Attorney at Law & Partner
Attorney at Law & Partner
Attorney at Law
On 10 September 2025, the District Court of The Hague (“Court”) rendered its decision in the accelerated final relief proceedings between Samsung Bioepis UK Ltd. (“SB”) and Janssen Biotech Inc. (“Janssen”). The Court dismissed SB’s revocation action and upheld the NL part of EP 3 883 606 (“EP 606”) containing a second medical use of the active ingredient ustekinumab (marketed as Stelara).
This case follows earlier litigation in the Netherlands regarding the basic patent EP 1 309 692 (‘’EP 692”) and its SPC related to ustekinumab. In January 2024, the Provisions Judge of the District Court, denied Janssen a PI against SB. SB could benefit from the SPC Manufacturing Waiver for the production and stockpiling for export of its biosimilar products. This decision was confirmed by the Court of Appeal in February 2025 (see our Pharma Updates of 31 January 2024 and 19 February 2025). Both EP 692 and its SPC are now expired and the current dispute focuses only on EP 606.
Janssen markets ustekinumab under the brand name ‘Stelara’ for various immune-mediated inflammatory diseases, including psoriasis, psoriatic arthritis, Crohn’s disease, and, since 2019, ulcerative colitis (“UC”). Janssen obtained EP 606 as a second medical use patent for the treatment of UC.
SB started a revocation action claiming EP 606 is invalid due to lack of novelty, lack of inventive step and insufficiency of disclosure. Furthermore, SB argued that, with regard to claim feature 2.5, Janssen cannot claim priority on the basis of priority documents (P1, P2, P3). In the proceedings Janssen solely relies on priority documents P2 and P3.
Priority documents P2 and P3 – claim interpretation
The Court held that Janssen can rely on the priority document P2 because “week 0” in claim feature 2.5 must be understood as the start of the maintenance phase of the UNIFI study, and that CSFCR (corticosteroid-free clinical remission) must be achieved at week 44, and not merely before week 44, as SB contended.
The Court also clarified that based on the interpretation by the person skilled in the art, claim feature 2.5 does not require a specific level of statistical significance. It further notes that parties no longer disagree that claim feature 2.5 is not limited to patients who were on corticosteroids at the start of the study.
Novelty
SB further argued that EP 606 lacked novelty based on the UNIFI Protocol, the Ochsenkühn Abstract and Poster, and the Sands Abstract and Slides, or alternatively due to public prior use. The Court does not follow SB’s reasoning and rejects the arguments. None of the cited documents directly and unambiguously discloses claim feature 2.5; inherent disclosure is insufficient for novelty.
Inventive step
SB presented numerous inventive step attacks. It argued lack of inventive step based on the UNIFI Protocol (or in combination with the common general knowledge), the Ochsenkühn Abstract and Poster, and the Sands Abstract and Slides. The Court applied the PSA regarding inventive step. The Court emphasised that inventive step is only lacking if the skilled person in the art, starting from the prior art, would have had a reasonable expectation of success in solving the problem; a mere hope to succeed or the fact that a trial/study was “obvious to try” is insufficient. The threshold for a reasonable expectation of success depends on: i) the complexity and duration of the research and ii) the complexity of the technical problem to be solved.
The Court also addressed SB’s reliance on a recent TBA decision (T1941/21). From that decision follows that clinical trials are usually initiated on the basis of encouraging results from preclinical experiments. Thus, the announcement of a Phase II trial may provide a skilled person with a reasonable expectation of success. According to the Court this needs to be assessed on a case-by-case basis.
In assessing the specific circumstances of this case, the Court held that the prior art did not provide a reasonable expectation of success. In this case the threshold is high because of the: high endpoint of the UNIFI study, difficult patient population, and inconsistencies and limitations in the available data. Therefore, the Court held EP 606 inventive.
Sufficiency of disclosure
SB argued that EP 606 was not sufficiently disclosed. The Court held that these arguments were unfounded.
The Court notes that there are ongoing proceedings regarding the validity of EP 606 in the UK, Italy and Denmark. On 30 July 2024 the High Court of the UK, rendered its decision in final relief proceedings and found the UK part of EP 606 invalid for lack of inventive step based on the ‘Sands Abstract’ and the ‘Sands Slides’.
The Court further points out that in the US parties reached a settlement regarding the market entry of SB.
Based on its own assessment, the Court holds the NL part of EP 606 valid and dismisses SB’s revocation action.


_What the task asks_
Wherever a line in the records below contains "converter", copy that line.

_Given records_
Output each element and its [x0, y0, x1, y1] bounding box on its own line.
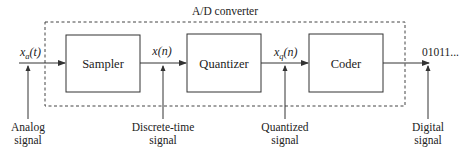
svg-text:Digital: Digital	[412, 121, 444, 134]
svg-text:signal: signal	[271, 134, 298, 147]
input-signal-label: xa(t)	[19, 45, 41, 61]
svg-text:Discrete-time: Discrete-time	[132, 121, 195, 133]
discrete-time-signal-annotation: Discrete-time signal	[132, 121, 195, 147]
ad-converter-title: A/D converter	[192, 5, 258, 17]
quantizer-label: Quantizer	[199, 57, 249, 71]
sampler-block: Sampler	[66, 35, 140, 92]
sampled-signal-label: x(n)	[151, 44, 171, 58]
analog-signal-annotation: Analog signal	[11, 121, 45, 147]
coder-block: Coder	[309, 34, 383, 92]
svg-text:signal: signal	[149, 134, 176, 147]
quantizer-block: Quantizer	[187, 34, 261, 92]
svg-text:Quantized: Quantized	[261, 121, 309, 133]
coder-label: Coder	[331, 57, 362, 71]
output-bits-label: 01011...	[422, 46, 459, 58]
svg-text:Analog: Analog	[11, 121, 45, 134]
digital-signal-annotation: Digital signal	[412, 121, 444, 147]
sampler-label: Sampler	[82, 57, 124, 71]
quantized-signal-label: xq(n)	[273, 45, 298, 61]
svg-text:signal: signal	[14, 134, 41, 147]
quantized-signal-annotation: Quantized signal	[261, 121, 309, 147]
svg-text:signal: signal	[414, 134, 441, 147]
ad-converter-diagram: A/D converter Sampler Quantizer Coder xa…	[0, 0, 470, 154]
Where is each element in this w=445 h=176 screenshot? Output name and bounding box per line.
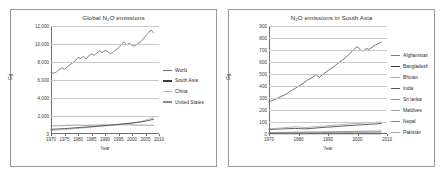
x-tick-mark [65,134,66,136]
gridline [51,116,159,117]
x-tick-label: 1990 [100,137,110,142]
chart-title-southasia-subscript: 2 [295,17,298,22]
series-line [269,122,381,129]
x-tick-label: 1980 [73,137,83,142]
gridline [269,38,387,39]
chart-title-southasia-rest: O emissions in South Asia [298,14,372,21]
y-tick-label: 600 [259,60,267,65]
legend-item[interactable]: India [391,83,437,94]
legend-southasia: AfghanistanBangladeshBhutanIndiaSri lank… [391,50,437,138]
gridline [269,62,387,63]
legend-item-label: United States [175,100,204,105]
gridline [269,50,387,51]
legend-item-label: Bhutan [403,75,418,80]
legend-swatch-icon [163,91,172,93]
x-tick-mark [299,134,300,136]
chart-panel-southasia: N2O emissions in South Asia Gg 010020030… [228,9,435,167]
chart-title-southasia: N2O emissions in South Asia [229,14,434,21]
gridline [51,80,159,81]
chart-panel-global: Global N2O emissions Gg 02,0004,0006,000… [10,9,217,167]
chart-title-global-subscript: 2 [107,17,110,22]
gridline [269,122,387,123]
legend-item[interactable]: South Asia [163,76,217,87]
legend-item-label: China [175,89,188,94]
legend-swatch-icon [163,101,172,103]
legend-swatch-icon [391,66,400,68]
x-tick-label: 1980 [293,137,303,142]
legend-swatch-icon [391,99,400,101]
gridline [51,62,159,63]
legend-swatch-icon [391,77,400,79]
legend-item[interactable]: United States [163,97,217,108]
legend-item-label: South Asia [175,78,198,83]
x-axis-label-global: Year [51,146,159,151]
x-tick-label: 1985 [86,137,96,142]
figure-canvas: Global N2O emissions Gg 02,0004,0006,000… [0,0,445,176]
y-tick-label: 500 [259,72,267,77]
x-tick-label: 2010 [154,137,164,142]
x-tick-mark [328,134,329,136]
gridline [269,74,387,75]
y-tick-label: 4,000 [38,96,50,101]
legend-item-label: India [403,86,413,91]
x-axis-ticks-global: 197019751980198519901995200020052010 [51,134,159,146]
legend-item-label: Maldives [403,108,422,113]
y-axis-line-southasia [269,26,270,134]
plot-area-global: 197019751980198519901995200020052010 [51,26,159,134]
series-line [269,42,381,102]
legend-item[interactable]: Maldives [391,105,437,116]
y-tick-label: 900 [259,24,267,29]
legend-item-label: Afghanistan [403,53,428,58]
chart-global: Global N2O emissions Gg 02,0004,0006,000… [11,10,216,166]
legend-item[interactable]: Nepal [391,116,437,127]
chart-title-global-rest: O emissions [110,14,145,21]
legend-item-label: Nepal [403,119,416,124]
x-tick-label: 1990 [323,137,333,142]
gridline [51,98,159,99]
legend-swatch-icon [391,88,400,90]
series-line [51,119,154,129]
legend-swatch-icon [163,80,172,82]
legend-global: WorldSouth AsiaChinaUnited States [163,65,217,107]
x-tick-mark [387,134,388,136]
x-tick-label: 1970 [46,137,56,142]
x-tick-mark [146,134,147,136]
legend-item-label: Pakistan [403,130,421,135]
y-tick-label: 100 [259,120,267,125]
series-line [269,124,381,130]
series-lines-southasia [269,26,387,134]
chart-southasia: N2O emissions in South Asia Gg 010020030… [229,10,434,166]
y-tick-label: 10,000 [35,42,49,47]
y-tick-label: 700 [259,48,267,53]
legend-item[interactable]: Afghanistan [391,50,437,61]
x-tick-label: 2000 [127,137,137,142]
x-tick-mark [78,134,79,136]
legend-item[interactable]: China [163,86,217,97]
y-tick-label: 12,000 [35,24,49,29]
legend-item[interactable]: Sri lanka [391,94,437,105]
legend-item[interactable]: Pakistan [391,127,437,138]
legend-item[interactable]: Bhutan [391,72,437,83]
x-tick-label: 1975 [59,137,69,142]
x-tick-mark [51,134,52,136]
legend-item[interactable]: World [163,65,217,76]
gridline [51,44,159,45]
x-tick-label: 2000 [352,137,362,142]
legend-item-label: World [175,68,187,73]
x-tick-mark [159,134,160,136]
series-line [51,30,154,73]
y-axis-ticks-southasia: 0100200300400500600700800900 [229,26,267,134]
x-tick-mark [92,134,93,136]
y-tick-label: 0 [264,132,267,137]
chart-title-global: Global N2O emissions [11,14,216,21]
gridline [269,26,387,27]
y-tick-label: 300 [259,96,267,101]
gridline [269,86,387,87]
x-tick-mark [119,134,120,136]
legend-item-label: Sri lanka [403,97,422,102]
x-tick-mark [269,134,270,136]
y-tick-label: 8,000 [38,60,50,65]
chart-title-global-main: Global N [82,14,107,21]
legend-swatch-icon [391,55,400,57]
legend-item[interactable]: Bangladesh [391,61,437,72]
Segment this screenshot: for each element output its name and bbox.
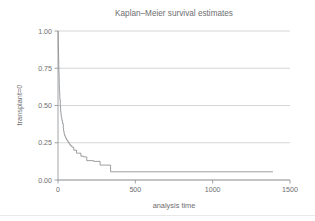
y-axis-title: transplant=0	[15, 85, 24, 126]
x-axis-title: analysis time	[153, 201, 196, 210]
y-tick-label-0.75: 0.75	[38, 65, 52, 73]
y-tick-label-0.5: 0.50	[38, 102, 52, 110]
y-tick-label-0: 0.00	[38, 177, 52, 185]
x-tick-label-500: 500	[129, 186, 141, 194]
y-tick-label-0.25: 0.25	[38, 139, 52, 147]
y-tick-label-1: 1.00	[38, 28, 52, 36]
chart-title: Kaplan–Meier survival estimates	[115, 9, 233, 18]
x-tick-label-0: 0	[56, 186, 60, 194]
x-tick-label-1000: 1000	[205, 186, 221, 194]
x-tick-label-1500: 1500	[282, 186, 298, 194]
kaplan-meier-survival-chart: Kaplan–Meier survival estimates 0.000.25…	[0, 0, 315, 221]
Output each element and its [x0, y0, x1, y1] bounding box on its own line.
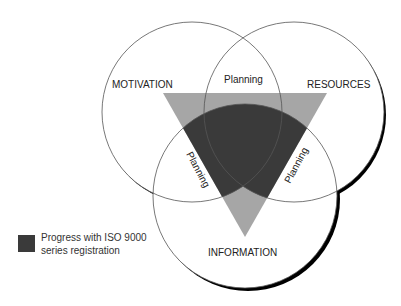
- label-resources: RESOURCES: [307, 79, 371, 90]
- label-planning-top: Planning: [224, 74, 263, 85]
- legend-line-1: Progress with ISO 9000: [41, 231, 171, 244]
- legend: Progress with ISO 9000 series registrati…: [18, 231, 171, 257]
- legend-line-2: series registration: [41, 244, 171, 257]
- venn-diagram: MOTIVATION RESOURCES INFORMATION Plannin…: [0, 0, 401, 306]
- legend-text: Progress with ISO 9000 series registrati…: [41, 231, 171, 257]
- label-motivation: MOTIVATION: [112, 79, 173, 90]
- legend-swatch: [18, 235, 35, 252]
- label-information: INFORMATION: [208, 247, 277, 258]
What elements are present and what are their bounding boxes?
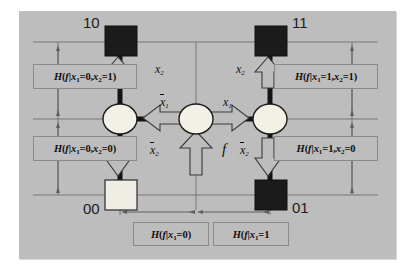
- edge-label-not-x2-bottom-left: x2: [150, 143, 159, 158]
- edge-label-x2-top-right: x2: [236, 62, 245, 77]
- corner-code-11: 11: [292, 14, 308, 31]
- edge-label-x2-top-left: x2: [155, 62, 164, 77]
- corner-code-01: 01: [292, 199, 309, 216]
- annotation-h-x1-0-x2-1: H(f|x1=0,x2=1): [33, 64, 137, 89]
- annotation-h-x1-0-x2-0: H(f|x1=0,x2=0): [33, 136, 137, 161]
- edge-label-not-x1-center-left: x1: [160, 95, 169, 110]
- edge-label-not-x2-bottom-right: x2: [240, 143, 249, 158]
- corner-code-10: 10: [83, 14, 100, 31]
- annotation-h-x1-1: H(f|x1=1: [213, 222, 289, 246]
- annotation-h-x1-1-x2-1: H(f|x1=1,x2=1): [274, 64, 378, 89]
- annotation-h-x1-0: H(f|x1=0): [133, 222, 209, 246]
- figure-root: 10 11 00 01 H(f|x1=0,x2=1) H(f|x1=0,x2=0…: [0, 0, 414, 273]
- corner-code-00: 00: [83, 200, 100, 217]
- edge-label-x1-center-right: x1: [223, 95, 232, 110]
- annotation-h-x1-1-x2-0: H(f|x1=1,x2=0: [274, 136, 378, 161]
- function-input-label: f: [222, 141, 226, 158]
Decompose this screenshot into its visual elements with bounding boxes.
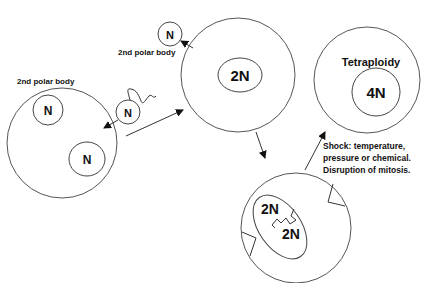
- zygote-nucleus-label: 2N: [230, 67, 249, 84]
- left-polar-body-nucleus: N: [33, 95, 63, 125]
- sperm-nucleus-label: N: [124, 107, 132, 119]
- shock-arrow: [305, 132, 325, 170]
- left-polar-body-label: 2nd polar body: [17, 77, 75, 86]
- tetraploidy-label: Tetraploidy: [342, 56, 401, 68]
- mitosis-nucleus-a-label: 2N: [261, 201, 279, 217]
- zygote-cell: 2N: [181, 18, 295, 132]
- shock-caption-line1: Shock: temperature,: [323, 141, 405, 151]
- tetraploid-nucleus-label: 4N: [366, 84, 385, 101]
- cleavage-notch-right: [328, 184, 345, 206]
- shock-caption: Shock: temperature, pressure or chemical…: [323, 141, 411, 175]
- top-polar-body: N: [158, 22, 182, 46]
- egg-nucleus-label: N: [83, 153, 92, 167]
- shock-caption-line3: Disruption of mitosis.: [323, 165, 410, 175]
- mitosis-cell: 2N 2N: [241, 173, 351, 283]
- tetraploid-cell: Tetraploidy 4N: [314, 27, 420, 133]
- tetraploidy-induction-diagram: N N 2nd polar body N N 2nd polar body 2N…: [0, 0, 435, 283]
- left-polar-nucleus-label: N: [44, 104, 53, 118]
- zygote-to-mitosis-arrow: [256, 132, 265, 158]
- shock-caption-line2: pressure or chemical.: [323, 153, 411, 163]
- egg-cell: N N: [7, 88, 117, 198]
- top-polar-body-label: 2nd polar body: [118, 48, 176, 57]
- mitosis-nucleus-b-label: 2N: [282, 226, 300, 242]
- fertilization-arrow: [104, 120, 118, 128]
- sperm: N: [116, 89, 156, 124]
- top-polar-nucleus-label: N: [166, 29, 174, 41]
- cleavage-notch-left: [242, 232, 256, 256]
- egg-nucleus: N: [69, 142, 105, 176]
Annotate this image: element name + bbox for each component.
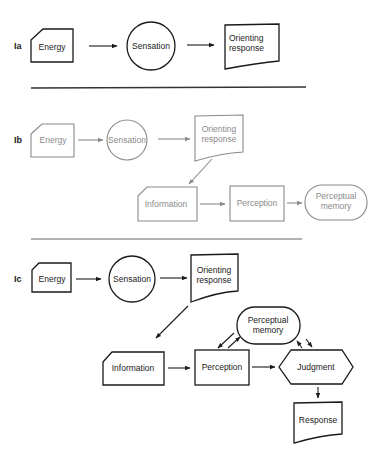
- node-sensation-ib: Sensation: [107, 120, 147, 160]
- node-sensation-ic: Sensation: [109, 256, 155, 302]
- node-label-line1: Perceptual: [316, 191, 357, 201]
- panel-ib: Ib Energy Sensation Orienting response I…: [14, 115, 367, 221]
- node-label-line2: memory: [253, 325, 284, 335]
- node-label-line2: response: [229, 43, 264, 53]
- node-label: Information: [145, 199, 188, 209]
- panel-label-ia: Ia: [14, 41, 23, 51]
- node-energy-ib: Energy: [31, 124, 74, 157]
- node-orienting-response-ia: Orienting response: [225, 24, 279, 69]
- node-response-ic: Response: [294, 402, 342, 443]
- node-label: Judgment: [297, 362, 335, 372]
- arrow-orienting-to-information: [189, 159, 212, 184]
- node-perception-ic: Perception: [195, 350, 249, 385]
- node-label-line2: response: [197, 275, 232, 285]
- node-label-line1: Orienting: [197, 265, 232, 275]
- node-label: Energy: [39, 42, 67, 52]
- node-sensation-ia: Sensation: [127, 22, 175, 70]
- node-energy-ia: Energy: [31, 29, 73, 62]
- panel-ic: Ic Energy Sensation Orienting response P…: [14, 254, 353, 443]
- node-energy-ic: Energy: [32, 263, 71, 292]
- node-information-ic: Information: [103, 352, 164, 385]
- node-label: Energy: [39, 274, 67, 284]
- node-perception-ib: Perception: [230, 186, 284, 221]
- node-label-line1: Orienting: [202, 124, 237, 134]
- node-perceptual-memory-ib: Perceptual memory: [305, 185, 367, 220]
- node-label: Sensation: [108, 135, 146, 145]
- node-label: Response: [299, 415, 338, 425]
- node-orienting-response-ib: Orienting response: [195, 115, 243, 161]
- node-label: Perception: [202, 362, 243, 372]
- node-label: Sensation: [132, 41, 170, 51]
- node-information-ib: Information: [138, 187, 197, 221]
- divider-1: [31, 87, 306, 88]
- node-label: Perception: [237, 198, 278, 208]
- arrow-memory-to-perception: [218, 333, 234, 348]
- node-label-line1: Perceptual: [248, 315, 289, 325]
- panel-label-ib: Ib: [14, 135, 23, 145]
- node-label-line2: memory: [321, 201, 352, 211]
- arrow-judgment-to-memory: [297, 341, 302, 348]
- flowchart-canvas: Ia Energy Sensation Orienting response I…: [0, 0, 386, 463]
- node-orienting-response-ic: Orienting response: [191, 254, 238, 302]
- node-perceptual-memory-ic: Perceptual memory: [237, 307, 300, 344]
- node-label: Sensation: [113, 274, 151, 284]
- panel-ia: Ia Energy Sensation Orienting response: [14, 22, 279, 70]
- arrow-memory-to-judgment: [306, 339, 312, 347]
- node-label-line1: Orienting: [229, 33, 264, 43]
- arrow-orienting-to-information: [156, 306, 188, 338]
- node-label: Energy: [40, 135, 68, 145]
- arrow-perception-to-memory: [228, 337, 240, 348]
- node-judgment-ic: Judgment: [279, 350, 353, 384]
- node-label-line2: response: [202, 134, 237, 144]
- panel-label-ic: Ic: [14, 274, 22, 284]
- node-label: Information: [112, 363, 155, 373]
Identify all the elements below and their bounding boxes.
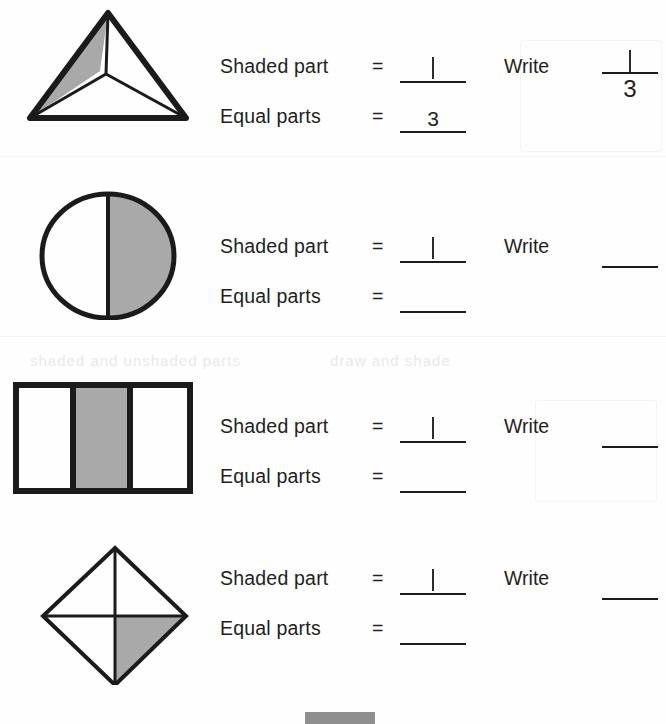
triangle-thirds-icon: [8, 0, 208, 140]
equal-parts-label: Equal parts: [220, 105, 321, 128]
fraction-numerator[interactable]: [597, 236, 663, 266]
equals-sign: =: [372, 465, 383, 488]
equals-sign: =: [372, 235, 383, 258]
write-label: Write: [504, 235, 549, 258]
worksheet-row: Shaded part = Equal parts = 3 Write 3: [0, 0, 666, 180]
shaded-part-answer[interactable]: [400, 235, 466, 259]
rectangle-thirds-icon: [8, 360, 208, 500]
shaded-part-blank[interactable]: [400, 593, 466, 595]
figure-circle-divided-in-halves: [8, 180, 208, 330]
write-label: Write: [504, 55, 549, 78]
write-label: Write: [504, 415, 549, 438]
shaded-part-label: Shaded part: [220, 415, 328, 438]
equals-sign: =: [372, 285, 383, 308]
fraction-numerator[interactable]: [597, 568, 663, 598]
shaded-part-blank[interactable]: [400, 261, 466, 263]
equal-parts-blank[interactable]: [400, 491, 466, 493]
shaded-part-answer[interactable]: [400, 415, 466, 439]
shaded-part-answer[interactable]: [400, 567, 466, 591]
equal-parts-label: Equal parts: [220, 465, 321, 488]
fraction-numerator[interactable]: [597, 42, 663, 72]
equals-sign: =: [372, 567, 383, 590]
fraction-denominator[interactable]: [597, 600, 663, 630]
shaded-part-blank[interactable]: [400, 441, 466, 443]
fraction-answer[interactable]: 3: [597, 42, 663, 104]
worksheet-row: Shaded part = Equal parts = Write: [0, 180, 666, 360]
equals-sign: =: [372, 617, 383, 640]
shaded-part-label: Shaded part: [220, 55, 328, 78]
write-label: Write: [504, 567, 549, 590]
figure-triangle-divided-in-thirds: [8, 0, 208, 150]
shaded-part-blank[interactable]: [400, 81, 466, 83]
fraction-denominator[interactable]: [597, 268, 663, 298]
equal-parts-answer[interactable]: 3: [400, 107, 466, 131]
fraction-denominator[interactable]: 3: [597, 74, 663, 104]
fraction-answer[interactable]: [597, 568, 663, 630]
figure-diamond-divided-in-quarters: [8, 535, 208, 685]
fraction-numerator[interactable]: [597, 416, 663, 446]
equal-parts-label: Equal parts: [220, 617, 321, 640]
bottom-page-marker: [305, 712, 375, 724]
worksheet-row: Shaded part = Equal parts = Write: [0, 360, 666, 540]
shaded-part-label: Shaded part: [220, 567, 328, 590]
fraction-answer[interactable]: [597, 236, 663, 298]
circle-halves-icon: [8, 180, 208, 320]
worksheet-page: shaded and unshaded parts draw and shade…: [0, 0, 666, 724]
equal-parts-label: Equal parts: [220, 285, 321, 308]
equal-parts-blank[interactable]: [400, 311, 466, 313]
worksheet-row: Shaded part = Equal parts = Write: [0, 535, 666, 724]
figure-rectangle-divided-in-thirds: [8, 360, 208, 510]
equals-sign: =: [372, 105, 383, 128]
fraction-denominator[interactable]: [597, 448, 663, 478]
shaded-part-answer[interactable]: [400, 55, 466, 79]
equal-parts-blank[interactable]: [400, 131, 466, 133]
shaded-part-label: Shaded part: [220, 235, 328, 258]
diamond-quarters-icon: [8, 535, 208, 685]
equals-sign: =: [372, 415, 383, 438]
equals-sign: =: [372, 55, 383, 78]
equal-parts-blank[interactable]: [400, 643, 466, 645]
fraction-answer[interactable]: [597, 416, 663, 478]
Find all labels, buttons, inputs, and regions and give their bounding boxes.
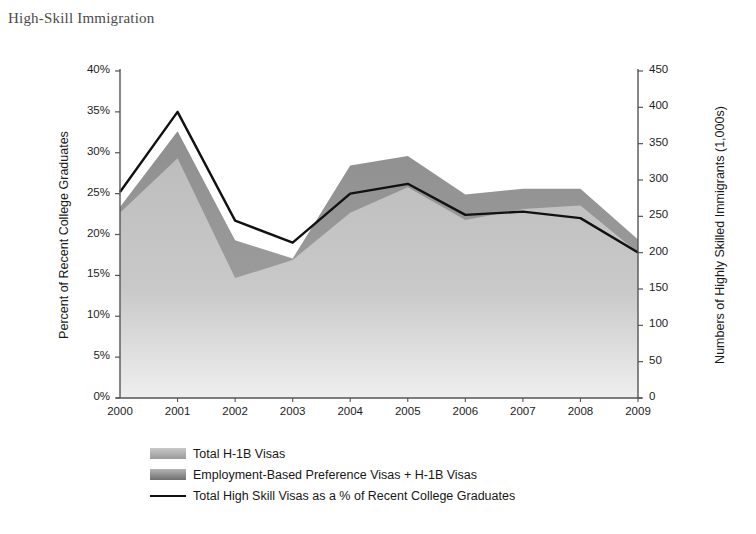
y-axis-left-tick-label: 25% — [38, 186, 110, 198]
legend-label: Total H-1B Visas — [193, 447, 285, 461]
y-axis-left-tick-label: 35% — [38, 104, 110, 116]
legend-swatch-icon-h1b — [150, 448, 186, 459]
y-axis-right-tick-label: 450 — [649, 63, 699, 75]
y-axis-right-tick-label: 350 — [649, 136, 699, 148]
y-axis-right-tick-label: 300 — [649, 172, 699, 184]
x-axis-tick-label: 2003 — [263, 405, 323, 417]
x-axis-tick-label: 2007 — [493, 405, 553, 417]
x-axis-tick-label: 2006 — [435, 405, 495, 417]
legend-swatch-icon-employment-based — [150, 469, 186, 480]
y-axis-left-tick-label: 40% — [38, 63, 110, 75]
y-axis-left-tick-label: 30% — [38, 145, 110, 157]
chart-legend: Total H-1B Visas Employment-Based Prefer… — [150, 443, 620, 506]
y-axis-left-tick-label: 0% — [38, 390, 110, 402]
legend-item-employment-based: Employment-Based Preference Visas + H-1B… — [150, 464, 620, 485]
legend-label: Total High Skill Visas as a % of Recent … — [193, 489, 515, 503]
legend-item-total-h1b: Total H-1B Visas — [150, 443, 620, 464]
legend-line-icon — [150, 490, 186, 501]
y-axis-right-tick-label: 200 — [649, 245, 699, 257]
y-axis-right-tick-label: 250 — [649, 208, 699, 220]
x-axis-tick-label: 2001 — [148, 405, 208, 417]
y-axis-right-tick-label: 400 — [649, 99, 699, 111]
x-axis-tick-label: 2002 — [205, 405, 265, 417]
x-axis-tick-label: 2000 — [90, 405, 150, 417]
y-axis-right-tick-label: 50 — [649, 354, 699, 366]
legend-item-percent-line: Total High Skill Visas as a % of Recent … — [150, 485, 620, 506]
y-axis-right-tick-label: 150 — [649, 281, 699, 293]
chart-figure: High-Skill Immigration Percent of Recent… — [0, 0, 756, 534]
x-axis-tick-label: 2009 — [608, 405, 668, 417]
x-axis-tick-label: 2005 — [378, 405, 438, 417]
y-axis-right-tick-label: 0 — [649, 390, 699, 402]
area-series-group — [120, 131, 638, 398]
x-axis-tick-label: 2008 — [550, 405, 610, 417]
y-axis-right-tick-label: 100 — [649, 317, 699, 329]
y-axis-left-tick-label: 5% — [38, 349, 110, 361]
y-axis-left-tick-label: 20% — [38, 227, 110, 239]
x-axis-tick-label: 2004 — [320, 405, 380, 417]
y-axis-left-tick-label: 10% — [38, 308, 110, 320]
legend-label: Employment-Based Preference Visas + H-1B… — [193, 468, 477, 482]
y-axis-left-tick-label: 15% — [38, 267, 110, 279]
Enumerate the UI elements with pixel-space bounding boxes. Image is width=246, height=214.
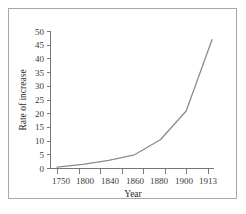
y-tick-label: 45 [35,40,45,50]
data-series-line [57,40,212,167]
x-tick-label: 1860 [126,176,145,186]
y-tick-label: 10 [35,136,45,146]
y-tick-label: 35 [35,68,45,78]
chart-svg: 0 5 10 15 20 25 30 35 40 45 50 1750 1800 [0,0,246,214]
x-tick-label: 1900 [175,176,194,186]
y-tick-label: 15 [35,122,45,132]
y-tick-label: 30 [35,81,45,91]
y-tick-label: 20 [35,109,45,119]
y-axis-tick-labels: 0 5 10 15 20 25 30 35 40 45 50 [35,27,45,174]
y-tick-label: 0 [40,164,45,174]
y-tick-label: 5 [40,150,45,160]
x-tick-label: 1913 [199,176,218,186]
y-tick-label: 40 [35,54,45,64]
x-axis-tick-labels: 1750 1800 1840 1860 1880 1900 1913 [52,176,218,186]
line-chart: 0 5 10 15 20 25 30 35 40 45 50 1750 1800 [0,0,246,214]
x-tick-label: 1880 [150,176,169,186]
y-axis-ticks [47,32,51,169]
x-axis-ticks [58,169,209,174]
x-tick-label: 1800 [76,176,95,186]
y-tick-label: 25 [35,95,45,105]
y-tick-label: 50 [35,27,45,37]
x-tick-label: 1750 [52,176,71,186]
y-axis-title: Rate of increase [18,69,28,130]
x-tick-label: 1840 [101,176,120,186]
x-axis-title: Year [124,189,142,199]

_Completed task_
ad-converter-title: A/D converter	[192, 5, 258, 17]
ad-converter-diagram: A/D converter Sampler Quantizer Coder xa…	[0, 0, 470, 154]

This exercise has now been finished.